How to Help Teens Deal with School Anxiety

Experts predict more school-related anxieties for middle and high schoolers.

At least once a month, Tinley Park mom Megan Rodgers and her 17-year-old daughter, Lexi Lane, share their worries and jot them down on lined Post-it notes. 

Sometimes, they find solutions to an issue and strike a line through it. Other times, for ongoing anxieties, Rodgers and Lane will peel the bullet-pointed list off the stack, paste it to previous notes and stuff them into their “COVID folder,” which also holds Rodgers’ “I got my vaccine” stickers.

With Lane’s senior year approaching after more than a year of virtual classes, Rodgers expects more sticky-note conversations.

“Being at home, she’s had all this comfort all this time. Knowing she’s going to be around people again, I think (her anxiety) is going to continue to build.”

She is not alone. Child psychologists and therapists predict more school-related anxieties for middle and high schoolers as they return to a normal classroom setting this year.

These worries can range from educational gaps and falling behind in athletic skills to sitting in a full-capacity classroom and attending crowded in-person assemblies again.

Helping Your Teen

Preparing for the 2021-22 school year doesn’t end at buying new notebooks and more pens; during the summer, parents should look for signs of anxiety in their teens and tweens, according to Cynthia Cornejo, a clinical psychologist in Chicago Heights.

Notice behaviors such as frequent stomachaches and headaches, she says. Other indicators of anxiety are disruptions in sleep and eating habits; heightened irritability, clinginess or withdrawal; and concentration troubles.

Parents should watch for behavioral changes that match their worries, according to Mary Alvord, a psychologist and a member of the American Psychological Association. If they’re worried about making friends but are still texting and gaming with friends, that’s OK. When their fears force them to avoid making plans, that’s a behavioral indicator.

Rodgers also noted Lane’s recent difficulties sleeping, a common issue for students during a summer break which many say the pandemic inflated. 

A healthy sleep schedule clarifies thoughts and regulates moods and emotions. Without the incentive last year to wake up early for swim practice or catch the bus, students were “sleeping later, rolling out of bed and onto Zoom,” Alvord says.

Approaching the Conversation

At times, encouraging 12- to 17-year-olds to discuss their concerns can be akin to removing sticker residue. If your child exhibits signs of anxiety this summer but won’t talk, create a household culture that encourages open communication about emotions, Cornejo says.

Parenting during these turbulent times doesn’t need to feel like a magic act. After establishing a safe atmosphere for these conversations, parents should ask their teenagers open-ended questions about feelings, thoughts and concerns, Cornejo says.

There are two crucial factors to these conversations: vigilance and validation, says Dawn Livorsi, a therapist at Northwestern University’s Family Institute. While teens might not want to talk about their fears in May, after a few months of encouraging invitations to talk, they might be ready to converse by August.

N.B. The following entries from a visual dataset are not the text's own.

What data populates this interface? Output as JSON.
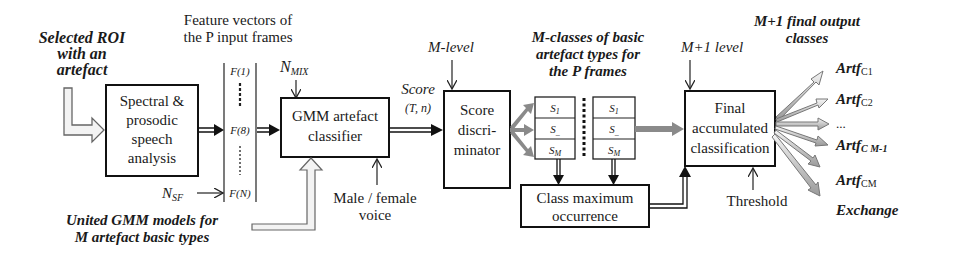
{
  "input": {
    "roi_label_lines": [
      "Selected ROI",
      "with an",
      "artefact"
    ],
    "models_label_lines": [
      "United GMM models for",
      "M artefact basic types"
    ]
  },
  "blocks": {
    "spectral": {
      "lines": [
        "Spectral &",
        "prosodic",
        "speech",
        "analysis"
      ]
    },
    "gmm": {
      "lines": [
        "GMM artefact",
        "classifier"
      ]
    },
    "score": {
      "lines": [
        "Score",
        "discri-",
        "minator"
      ]
    },
    "class_max": {
      "lines": [
        "Class maximum",
        "occurrence"
      ]
    },
    "final": {
      "lines": [
        "Final",
        "accumulated",
        "classification"
      ]
    }
  },
  "features": {
    "title_lines": [
      "Feature vectors of",
      "the P input frames"
    ],
    "items": [
      "F(1)",
      "F(8)",
      "F(N)"
    ],
    "nsf_label": "N",
    "nsf_sub": "SF"
  },
  "params": {
    "nmix_label": "N",
    "nmix_sub": "MIX",
    "voice_lines": [
      "Male / female",
      "voice"
    ],
    "score_label": "Score",
    "score_args": "(T, n)",
    "m_level": "M-level",
    "m1_level": "M+1 level",
    "threshold": "Threshold"
  },
  "classes": {
    "title_lines": [
      "M-classes of basic",
      "artefact types for",
      "the P frames"
    ],
    "stack_cells": [
      "S1",
      "S_",
      "SM"
    ]
  },
  "outputs": {
    "title_lines": [
      "M+1 final output",
      "classes"
    ],
    "items": [
      {
        "base": "Artf",
        "sub": "C1"
      },
      {
        "base": "Artf",
        "sub": "C2"
      },
      {
        "base": "...",
        "sub": ""
      },
      {
        "base": "Artf",
        "sub": "C M-1"
      },
      {
        "base": "Artf",
        "sub": "CM"
      },
      {
        "base": "Exchange",
        "sub": ""
      }
    ]
  },
  "colors": {
    "line": "#111111",
    "hollow_arrow_fill": "#eeeeee",
    "gray_arrow": "#8a8a8a"
  }
}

Alvord seconded the importance of validation. Instead of dismissing or minimizing their concerns, parents should talk through their teenager’s worries with them — including how likely their fears are and what to do — or simply listen.

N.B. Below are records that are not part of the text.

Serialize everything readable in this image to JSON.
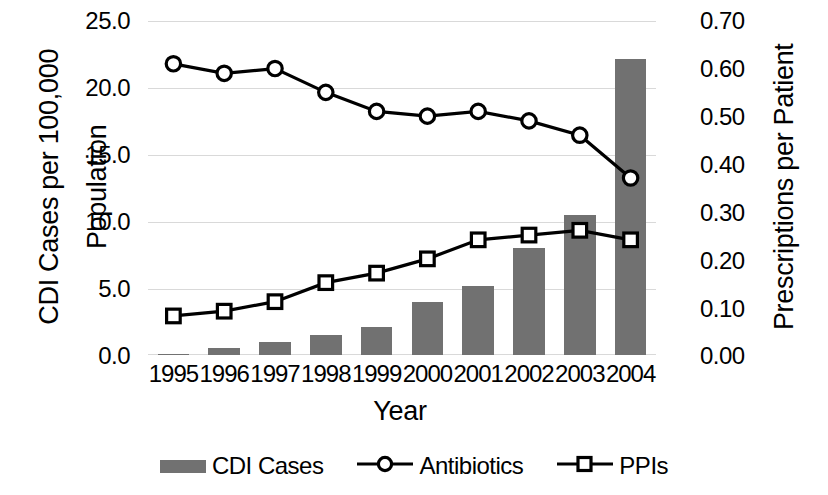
{
  "chart_data": {
    "type": "bar",
    "title": "",
    "xlabel": "Year",
    "ylabel": "CDI Cases per 100,000 Population",
    "ylabel_right": "Prescriptions per Patient",
    "categories": [
      "1995",
      "1996",
      "1997",
      "1998",
      "1999",
      "2000",
      "2001",
      "2002",
      "2003",
      "2004"
    ],
    "ylim": [
      0,
      25
    ],
    "yticks": [
      "0.0",
      "5.0",
      "10.0",
      "15.0",
      "20.0",
      "25.0"
    ],
    "ylim_right": [
      0,
      0.7
    ],
    "yticks_right": [
      "0.00",
      "0.10",
      "0.20",
      "0.30",
      "0.40",
      "0.50",
      "0.60",
      "0.70"
    ],
    "grid": true,
    "legend_position": "bottom",
    "series": [
      {
        "name": "CDI Cases",
        "type": "bar",
        "axis": "left",
        "color": "#717171",
        "values": [
          0.1,
          0.5,
          1.0,
          1.5,
          2.1,
          4.0,
          5.2,
          8.0,
          10.5,
          22.2
        ]
      },
      {
        "name": "Antibiotics",
        "type": "line",
        "marker": "circle",
        "axis": "right",
        "color": "#000000",
        "values": [
          0.61,
          0.59,
          0.6,
          0.55,
          0.51,
          0.5,
          0.51,
          0.49,
          0.46,
          0.37
        ]
      },
      {
        "name": "PPIs",
        "type": "line",
        "marker": "square",
        "axis": "right",
        "color": "#000000",
        "values": [
          0.08,
          0.09,
          0.11,
          0.15,
          0.17,
          0.2,
          0.24,
          0.25,
          0.26,
          0.24
        ]
      }
    ]
  },
  "axes": {
    "y_left_title_line1": "CDI Cases per 100,000",
    "y_left_title_line2": "Population",
    "y_right_title": "Prescriptions per Patient",
    "x_title": "Year",
    "y_left_ticks": [
      "25.0",
      "20.0",
      "15.0",
      "10.0",
      "5.0",
      "0.0"
    ],
    "y_right_ticks": [
      "0.70",
      "0.60",
      "0.50",
      "0.40",
      "0.30",
      "0.20",
      "0.10",
      "0.00"
    ],
    "x_ticks": [
      "1995",
      "1996",
      "1997",
      "1998",
      "1999",
      "2000",
      "2001",
      "2002",
      "2003",
      "2004"
    ]
  },
  "legend": {
    "items": [
      {
        "label": "CDI Cases",
        "marker": "bar-swatch"
      },
      {
        "label": "Antibiotics",
        "marker": "circle-marker"
      },
      {
        "label": "PPIs",
        "marker": "square-marker"
      }
    ]
  }
}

Sparking the conversation can include reminding your teenagers about their conquered fears of entering kindergarten or middle school or how they caught up after missing a week off school from a cold.

Tell them: “Remember you handled it, and you handled it well,” Northbrook-based psychologist Mark Goldstein says.

Growing Pains

As middle and high schoolers grapple with the coronavirus-sponsored growth in anxiety, depression and grief, there also are developmental achievements students missed in the last year and a half.

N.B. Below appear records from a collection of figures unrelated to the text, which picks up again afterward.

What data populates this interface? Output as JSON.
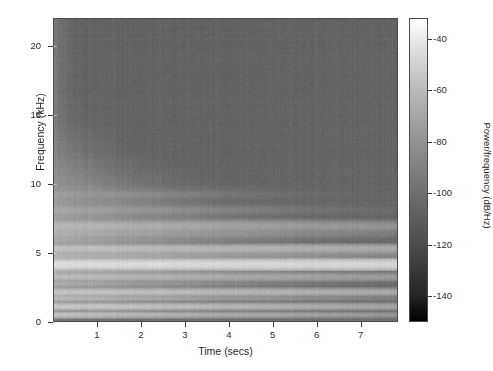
{
  "figure": {
    "background_color": "#ffffff",
    "axis_color": "#3a3a3a"
  },
  "chart_data": {
    "type": "heatmap",
    "title": "",
    "subtitle": "",
    "xlabel": "Time (secs)",
    "ylabel": "Frequency (kHz)",
    "xlim": [
      0,
      7.85
    ],
    "ylim": [
      0,
      22.05
    ],
    "xticks": [
      1,
      2,
      3,
      4,
      5,
      6,
      7
    ],
    "xtick_labels": [
      "1",
      "2",
      "3",
      "4",
      "5",
      "6",
      "7"
    ],
    "yticks": [
      0,
      5,
      10,
      15,
      20
    ],
    "ytick_labels": [
      "0",
      "5",
      "10",
      "15",
      "20"
    ],
    "grid": false,
    "legend_position": "right",
    "colormap": "gray",
    "colorbar": {
      "label": "Power/frequency (dB/Hz)",
      "ticks": [
        -40,
        -60,
        -80,
        -100,
        -120,
        -140
      ],
      "tick_labels": [
        "-40",
        "-60",
        "-80",
        "-100",
        "-120",
        "-140"
      ],
      "vmin": -150,
      "vmax": -32,
      "low_color": "#000000",
      "high_color": "#ffffff"
    },
    "noise_floor_db": -105,
    "harmonics": [
      {
        "freq_khz": 0.45,
        "peak_db": -62,
        "decay_secs": 1.6
      },
      {
        "freq_khz": 1.05,
        "peak_db": -58,
        "decay_secs": 1.9
      },
      {
        "freq_khz": 1.65,
        "peak_db": -66,
        "decay_secs": 1.2
      },
      {
        "freq_khz": 2.1,
        "peak_db": -60,
        "decay_secs": 2.4
      },
      {
        "freq_khz": 2.7,
        "peak_db": -72,
        "decay_secs": 1.0
      },
      {
        "freq_khz": 3.2,
        "peak_db": -64,
        "decay_secs": 2.1
      },
      {
        "freq_khz": 3.65,
        "peak_db": -70,
        "decay_secs": 1.1
      },
      {
        "freq_khz": 4.1,
        "peak_db": -48,
        "decay_secs": 9.0
      },
      {
        "freq_khz": 4.7,
        "peak_db": -68,
        "decay_secs": 1.5
      },
      {
        "freq_khz": 5.25,
        "peak_db": -62,
        "decay_secs": 2.8
      },
      {
        "freq_khz": 5.9,
        "peak_db": -74,
        "decay_secs": 0.9
      },
      {
        "freq_khz": 6.4,
        "peak_db": -70,
        "decay_secs": 1.3
      },
      {
        "freq_khz": 6.95,
        "peak_db": -66,
        "decay_secs": 1.8
      },
      {
        "freq_khz": 7.55,
        "peak_db": -78,
        "decay_secs": 0.8
      },
      {
        "freq_khz": 8.1,
        "peak_db": -74,
        "decay_secs": 1.0
      },
      {
        "freq_khz": 8.7,
        "peak_db": -80,
        "decay_secs": 0.7
      },
      {
        "freq_khz": 9.25,
        "peak_db": -78,
        "decay_secs": 0.9
      },
      {
        "freq_khz": 9.85,
        "peak_db": -84,
        "decay_secs": 0.6
      },
      {
        "freq_khz": 10.4,
        "peak_db": -86,
        "decay_secs": 0.6
      },
      {
        "freq_khz": 11.0,
        "peak_db": -88,
        "decay_secs": 0.5
      },
      {
        "freq_khz": 11.6,
        "peak_db": -90,
        "decay_secs": 0.5
      },
      {
        "freq_khz": 12.2,
        "peak_db": -92,
        "decay_secs": 0.4
      },
      {
        "freq_khz": 12.85,
        "peak_db": -94,
        "decay_secs": 0.4
      },
      {
        "freq_khz": 13.5,
        "peak_db": -96,
        "decay_secs": 0.35
      },
      {
        "freq_khz": 14.2,
        "peak_db": -98,
        "decay_secs": 0.3
      },
      {
        "freq_khz": 15.0,
        "peak_db": -100,
        "decay_secs": 0.3
      },
      {
        "freq_khz": 16.1,
        "peak_db": -101,
        "decay_secs": 0.25
      },
      {
        "freq_khz": 17.3,
        "peak_db": -102,
        "decay_secs": 0.2
      },
      {
        "freq_khz": 18.6,
        "peak_db": -103,
        "decay_secs": 0.2
      },
      {
        "freq_khz": 20.1,
        "peak_db": -103,
        "decay_secs": 0.18
      }
    ],
    "broadband_onset": {
      "time_secs": 0.0,
      "level_db": -96,
      "duration_secs": 0.12
    }
  }
}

Cornejo warns the year-long message from medical experts — wear masks, social distance, limit interactions — coupled with the surging excitement to return to pre-pandemic norms undermines “the mental health ramifications of the last year.”

This summer can be a time to reclaim the months and milestones teens and tweens lost.

“Developmentally, these kids are at a stage where they’re supposed to be out and interacting with one another,” Livorsi says. “They were limited this year to do that. It resulted in feelings of isolation, sadness, anxiety (and) anger.”

If a rising ninth-grader was virtually learning March 2020-May 2021 and is now hurdling to an in-person high school freshman year, for instance, “now they’re going to be 14 doing things they should’ve been doing at 12,” Cornejo says.

Each academic year is engineered not only for physical benchmarks of weight and height percentiles, but they’re also vital years in developing interpersonal and social skills. Learning self-sufficiency is a key milestone for teens and tweens, experts say.

“If you haven’t prepared your child for that shift, they (will) sink that first quarter or semester in school,” Cornejo says.

Alvord recommends parents celebrate achievements, such as graduating middle school or taking the ACT or SAT, no matter how delayed they may be.